Closed htoothrot closed 9 years ago
This would be considered a bug if "van" is more common as a first name than it is as a prefix to last names, e.g. "Vincent Van Gogh". I'm not actually sure which is more common, probably depends more on wether you're dealing with more Asian vs European names.
You can work around it for your dataset by adjusting the prefixes
constant to remove "van", e.g.:
>>> from nameparser.config import CONSTANTS
>>> CONSTANTS.prefixes.remove('van')
It does seem if there are only 2 name parts like in your example, it would be correct more often if we assume it is a first name. I guess that's probably true for all the prefixes, so maybe a change we could make to the parser.
I'm of the opinion that assuming it's a first name when there are only 2 parts is an improvement, as even in the case where it is only a last name like "Van Gogh", it's still wrong in saying all of "Van Gogh" is the first name.
I did consider removing that prefix, but the names I'm handling aren't primarily Asian, so it would just move the problem.
this might do it cc982310ff7ec69515b18bd371e3a68c25c2813c
@derek73 I tested this branch and it seems to work as intended. Thank you for the work you have done.
I also noticed this when reviewing some of the names (this issue was already present before this change though, so I might ought to open a new issue):
>>> HumanName('Van Nguyen III')
14: <HumanName : [
title: ''
first: 'Van Nguyen'
middle: ''
last: 'III'
suffix: ''
nickname: ''
]>
>>>
Any idea when this will make it into a release? I am running into this particular problem as well, trying to figure out what default behavior for "two word names with first word that could be first name or prefix" I should plan for.
Thanks!
Jon Morgan
Thank you very much! If there is ever anything I can do to help with this project, let me know. I work with news content, and having a concrete, standardized way of parsing names, then using the parsed result to generate full name strings has been a substantial help.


REQUIREMENT —
Among the entries below, tally each line containing "title"; respond with the total only.

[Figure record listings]
-*-*-

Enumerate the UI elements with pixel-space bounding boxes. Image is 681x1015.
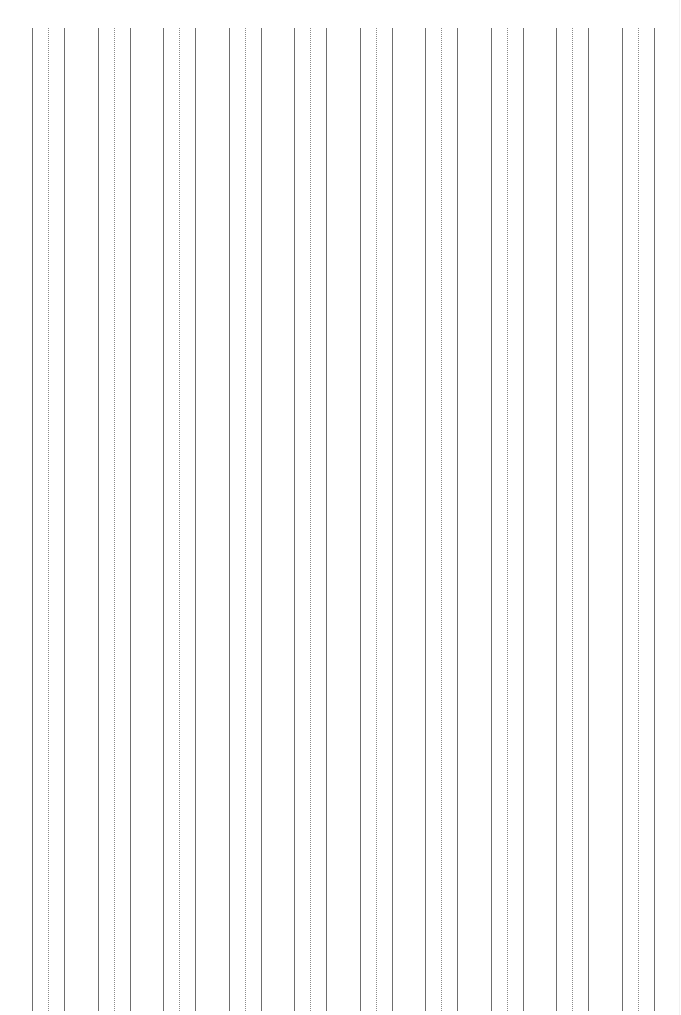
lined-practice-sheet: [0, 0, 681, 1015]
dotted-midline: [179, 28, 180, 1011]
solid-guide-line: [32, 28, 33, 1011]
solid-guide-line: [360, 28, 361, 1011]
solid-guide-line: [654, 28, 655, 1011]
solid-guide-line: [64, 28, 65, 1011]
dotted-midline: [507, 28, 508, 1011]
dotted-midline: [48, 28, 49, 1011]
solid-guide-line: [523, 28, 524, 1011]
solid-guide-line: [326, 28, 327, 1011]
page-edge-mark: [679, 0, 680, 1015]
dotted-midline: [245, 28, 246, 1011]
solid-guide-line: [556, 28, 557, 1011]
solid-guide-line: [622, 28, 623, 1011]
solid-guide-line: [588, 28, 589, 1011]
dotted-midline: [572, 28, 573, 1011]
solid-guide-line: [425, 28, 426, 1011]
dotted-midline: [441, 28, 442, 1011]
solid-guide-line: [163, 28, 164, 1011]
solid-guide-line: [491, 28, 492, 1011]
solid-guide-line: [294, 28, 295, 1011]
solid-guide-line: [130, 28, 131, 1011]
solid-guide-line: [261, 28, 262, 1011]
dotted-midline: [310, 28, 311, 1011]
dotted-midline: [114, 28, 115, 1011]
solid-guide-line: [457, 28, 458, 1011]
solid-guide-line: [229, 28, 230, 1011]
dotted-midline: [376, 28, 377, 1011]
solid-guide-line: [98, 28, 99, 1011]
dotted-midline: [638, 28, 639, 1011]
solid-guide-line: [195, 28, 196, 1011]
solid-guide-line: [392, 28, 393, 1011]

-*-*-

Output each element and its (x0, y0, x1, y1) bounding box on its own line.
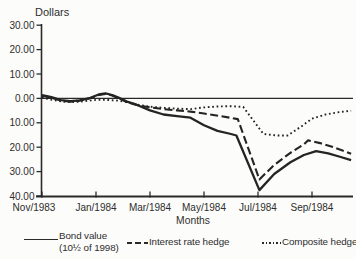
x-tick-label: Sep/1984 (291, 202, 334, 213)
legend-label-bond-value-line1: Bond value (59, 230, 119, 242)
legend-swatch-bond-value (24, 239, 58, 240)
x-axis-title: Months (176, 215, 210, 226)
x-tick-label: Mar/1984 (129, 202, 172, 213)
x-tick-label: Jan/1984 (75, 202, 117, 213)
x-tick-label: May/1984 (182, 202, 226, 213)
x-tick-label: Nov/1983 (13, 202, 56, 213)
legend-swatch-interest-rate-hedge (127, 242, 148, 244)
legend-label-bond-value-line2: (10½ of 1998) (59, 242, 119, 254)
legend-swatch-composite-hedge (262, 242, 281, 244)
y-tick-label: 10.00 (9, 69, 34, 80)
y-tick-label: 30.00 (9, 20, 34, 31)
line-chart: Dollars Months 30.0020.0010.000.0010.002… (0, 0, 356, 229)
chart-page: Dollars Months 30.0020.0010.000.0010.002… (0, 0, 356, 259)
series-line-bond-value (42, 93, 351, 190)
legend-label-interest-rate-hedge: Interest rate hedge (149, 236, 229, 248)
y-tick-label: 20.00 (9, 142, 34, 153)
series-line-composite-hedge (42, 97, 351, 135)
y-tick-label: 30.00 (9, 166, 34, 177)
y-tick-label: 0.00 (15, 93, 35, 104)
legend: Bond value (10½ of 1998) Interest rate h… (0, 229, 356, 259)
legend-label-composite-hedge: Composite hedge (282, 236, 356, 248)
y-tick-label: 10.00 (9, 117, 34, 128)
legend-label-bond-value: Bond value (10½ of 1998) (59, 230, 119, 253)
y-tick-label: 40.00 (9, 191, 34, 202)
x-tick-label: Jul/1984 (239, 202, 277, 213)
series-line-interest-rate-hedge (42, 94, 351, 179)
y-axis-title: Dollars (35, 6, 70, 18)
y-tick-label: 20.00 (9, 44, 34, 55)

-*-*-

SOLUTION TO THIS TASK —
2